While Dr Manmohan Singh explored the possibility of uranium supply, there was no positive movement on the issue. Mr Rudd’s response was both misleading and contradictory when he asserted that there was bipartisan consensus in Australia to not sell uranium to India. After India had negotiated the civil nuclear cooperation agreement with the US, Mr Rudd’s predecessor, Mr Howard, had decided to sell uranium to India. It remains the policy of coalition parties in Opposition as well.

It is worth recalling two facts here: it was under Chinese pressure effected through the left wing ruling Labour party that Mr Rudd reversed the previous government’s policy; further, his position is inherently contradictory because the Rudd Government had voted for the ratification of the US-India civil nuclear cooperation agreement at the International Atomic Energy Agency meeting. It is not only in trade that China has left India way behind.

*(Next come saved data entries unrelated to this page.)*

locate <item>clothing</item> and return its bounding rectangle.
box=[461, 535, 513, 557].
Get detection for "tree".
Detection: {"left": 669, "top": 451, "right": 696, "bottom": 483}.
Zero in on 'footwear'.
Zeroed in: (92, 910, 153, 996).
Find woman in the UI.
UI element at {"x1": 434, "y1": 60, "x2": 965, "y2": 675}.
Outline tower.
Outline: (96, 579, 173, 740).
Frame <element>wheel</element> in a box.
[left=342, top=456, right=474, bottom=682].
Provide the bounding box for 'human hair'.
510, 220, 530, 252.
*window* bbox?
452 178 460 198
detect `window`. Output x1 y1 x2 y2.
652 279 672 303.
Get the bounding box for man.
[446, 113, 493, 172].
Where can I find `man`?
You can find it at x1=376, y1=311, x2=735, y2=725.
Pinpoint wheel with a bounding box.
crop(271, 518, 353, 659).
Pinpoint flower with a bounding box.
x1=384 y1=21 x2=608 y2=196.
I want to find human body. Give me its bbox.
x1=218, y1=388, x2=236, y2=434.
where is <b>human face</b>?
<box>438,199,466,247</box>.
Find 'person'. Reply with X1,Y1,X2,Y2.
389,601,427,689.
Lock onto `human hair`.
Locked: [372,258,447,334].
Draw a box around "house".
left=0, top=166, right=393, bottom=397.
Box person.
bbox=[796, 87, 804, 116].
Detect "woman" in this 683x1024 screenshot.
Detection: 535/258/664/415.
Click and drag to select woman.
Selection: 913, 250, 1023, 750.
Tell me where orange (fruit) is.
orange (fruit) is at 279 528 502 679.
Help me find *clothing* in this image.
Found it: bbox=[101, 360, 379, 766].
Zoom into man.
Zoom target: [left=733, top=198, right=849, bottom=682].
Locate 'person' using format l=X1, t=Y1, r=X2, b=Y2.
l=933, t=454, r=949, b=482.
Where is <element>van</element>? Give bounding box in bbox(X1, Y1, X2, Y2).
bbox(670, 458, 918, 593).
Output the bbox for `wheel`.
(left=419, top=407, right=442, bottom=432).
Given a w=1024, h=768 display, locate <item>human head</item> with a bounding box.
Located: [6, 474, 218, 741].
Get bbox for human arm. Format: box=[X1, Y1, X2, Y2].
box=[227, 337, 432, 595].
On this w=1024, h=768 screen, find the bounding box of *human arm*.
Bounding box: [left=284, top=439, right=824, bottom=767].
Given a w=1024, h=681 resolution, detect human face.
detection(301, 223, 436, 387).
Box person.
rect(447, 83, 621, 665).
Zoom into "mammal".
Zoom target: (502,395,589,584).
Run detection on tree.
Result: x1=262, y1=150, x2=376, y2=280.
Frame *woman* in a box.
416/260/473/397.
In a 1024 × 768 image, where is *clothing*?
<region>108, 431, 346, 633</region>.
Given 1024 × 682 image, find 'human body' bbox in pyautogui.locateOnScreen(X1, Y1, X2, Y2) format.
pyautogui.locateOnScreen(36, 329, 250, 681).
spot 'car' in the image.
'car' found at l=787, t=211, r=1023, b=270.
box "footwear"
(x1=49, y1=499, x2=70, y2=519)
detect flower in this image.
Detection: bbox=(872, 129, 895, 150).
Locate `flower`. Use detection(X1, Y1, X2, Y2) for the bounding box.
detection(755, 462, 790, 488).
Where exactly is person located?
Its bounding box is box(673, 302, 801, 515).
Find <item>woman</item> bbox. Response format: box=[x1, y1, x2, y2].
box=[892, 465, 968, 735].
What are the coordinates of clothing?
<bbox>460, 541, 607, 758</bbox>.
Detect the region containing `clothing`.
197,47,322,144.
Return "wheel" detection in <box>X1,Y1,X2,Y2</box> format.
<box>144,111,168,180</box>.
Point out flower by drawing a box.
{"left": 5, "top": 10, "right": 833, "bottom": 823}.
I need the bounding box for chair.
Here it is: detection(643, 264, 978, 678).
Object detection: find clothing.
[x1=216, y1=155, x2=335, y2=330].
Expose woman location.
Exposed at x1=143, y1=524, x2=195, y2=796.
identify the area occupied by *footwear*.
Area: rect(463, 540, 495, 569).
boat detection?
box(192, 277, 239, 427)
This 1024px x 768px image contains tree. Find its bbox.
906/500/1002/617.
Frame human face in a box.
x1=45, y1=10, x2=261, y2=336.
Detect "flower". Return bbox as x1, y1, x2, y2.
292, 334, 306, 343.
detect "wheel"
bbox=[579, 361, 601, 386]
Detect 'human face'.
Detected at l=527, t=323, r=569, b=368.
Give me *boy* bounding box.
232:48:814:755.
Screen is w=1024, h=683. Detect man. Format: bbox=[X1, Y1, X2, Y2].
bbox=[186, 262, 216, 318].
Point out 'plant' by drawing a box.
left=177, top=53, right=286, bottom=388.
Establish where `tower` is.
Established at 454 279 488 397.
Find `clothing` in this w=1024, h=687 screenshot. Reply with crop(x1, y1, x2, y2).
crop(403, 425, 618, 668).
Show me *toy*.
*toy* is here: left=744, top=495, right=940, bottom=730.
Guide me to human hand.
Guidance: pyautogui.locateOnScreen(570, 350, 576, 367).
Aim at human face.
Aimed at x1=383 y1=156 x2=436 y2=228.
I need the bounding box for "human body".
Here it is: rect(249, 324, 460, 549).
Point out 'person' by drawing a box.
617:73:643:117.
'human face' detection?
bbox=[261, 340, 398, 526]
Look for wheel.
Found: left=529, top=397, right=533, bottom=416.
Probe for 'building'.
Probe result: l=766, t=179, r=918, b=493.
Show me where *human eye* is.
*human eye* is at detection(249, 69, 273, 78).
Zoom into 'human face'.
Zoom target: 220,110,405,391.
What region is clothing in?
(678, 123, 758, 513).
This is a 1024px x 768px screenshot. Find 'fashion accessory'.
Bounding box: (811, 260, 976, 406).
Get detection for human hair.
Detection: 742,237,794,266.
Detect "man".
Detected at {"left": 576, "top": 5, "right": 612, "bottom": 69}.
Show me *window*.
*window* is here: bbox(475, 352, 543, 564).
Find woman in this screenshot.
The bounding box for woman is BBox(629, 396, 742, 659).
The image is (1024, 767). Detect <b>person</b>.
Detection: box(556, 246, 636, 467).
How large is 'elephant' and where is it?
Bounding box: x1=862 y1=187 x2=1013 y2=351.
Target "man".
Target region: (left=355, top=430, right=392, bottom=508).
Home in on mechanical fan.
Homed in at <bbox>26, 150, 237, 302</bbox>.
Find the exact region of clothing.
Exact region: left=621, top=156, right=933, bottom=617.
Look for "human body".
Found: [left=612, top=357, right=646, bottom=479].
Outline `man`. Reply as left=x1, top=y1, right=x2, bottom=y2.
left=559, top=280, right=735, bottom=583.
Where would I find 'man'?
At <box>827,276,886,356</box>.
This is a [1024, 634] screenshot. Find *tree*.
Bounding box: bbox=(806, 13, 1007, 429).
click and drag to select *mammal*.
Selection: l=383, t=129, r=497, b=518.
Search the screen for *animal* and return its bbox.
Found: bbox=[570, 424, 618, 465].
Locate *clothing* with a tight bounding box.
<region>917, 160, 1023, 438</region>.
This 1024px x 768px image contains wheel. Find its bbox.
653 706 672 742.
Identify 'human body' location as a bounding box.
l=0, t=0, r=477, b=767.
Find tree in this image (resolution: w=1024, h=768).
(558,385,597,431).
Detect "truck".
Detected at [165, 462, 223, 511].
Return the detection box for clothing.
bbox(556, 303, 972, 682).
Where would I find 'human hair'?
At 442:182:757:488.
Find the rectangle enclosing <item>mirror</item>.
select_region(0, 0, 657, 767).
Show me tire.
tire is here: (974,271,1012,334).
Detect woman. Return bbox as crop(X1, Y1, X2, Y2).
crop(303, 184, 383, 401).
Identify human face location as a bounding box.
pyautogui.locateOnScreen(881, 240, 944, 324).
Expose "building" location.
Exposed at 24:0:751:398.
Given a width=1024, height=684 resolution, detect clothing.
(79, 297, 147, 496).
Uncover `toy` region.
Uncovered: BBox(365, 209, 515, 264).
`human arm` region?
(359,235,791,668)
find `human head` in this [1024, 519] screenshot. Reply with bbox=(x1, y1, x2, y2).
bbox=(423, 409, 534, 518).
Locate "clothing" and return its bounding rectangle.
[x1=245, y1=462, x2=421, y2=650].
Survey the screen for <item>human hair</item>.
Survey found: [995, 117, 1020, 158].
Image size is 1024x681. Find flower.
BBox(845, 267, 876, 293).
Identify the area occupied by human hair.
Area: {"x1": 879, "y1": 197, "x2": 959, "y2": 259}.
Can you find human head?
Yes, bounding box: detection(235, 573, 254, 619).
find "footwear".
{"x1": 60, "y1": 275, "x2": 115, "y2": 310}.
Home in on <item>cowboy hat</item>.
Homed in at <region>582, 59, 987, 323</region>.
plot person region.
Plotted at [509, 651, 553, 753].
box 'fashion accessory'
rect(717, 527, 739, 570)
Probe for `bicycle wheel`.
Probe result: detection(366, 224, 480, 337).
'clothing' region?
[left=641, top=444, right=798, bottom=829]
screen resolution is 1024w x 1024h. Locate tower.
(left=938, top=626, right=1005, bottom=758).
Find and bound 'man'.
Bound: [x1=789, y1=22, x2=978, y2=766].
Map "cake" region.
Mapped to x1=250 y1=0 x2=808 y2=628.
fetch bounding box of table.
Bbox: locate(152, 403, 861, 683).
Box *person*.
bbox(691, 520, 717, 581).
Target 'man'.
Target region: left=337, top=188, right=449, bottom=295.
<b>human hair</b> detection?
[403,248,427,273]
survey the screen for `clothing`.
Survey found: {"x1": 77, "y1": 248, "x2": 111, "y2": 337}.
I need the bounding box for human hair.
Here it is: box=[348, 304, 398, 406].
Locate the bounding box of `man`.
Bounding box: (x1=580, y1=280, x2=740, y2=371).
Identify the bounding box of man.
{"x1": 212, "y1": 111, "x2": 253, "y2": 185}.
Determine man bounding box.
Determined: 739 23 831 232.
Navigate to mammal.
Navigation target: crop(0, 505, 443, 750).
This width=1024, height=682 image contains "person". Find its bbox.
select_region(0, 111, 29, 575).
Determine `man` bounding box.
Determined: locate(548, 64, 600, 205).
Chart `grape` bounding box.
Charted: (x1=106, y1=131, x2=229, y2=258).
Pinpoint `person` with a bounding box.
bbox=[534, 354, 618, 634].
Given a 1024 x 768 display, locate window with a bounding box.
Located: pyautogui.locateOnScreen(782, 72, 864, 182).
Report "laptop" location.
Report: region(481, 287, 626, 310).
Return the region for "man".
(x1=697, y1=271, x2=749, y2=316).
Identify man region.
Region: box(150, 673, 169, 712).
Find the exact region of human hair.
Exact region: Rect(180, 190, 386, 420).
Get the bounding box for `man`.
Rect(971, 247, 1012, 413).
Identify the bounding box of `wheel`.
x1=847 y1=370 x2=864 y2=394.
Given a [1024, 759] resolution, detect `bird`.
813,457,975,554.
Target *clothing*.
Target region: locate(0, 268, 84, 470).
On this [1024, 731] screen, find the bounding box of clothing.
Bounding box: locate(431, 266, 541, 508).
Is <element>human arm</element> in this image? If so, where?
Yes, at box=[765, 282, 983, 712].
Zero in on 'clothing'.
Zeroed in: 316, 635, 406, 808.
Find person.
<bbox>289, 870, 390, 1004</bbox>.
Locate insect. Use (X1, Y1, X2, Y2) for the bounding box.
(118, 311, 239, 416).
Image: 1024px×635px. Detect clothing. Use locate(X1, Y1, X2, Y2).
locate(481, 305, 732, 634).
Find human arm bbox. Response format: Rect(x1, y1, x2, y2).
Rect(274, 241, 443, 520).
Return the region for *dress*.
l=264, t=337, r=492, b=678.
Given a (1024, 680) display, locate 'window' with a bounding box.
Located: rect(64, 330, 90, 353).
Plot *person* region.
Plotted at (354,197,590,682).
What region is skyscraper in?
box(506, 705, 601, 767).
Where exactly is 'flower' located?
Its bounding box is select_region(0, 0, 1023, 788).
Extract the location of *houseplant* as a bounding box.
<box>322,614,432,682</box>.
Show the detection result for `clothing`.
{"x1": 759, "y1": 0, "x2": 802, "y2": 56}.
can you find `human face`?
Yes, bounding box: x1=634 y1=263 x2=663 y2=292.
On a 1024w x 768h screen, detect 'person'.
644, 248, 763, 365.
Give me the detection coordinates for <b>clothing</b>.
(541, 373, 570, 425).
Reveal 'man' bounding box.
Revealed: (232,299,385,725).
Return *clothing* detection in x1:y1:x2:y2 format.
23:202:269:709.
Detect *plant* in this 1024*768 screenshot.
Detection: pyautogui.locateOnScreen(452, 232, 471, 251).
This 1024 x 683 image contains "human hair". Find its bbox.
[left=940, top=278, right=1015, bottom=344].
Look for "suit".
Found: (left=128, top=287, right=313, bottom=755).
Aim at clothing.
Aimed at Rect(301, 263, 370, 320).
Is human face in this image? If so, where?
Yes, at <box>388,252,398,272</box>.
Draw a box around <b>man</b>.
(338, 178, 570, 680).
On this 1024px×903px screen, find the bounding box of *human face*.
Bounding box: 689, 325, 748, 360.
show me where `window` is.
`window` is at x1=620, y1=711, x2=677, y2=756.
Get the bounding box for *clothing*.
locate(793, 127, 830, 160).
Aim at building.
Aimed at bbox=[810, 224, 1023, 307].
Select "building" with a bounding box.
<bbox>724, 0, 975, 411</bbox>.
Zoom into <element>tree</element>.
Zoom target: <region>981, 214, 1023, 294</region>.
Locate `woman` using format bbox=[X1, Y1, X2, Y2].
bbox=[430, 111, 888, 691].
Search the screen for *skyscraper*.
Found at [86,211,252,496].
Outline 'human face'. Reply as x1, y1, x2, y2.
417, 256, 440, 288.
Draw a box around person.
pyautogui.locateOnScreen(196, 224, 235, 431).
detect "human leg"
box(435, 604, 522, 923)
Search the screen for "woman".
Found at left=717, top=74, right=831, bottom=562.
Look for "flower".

China — elephant in the room

China has been busy grooming Australian politicians of differing persuasions. The grooming starts well before they enter parliament, as was recently shown in the case of the former defence minister Mr Joel Fitzgibbons.

He had directly or indirectly accepted so many favours from Beijing that he could not list all of them even after being given two opportunities to set the record straight. Even Mr Rudd’s trips to China, when in Opposition, were paid for by Chinese entities.

Suffice it to say that China is in the process of snatching Australia away from the US or Western orbit. Having acquired an almost vice-like grip on Australian consumer spending, China is now actively pursuing Australian mining companies and real estate. Knowing that China has been actively impeding India’s strategic aims (for instance, blocking Indian attempt to gain a permanent seat on the UN Security Council, preventing the listing of certain Pakistan-based outfits as terrorist organisations at the UN, and so on), India must pay more attention to its relationship with Australia if it needs a stable source of raw material for its economic growth.

The attempted takeover of Australian mining assets by China is causing unease both within the Australian community and its corporate world. India and its companies are not viewed with such disquiet. This opens window of opportunity for Indian companies.

(The author is Melbourne-based and specialises in organising joint ventures between companies in Australia and Asia.)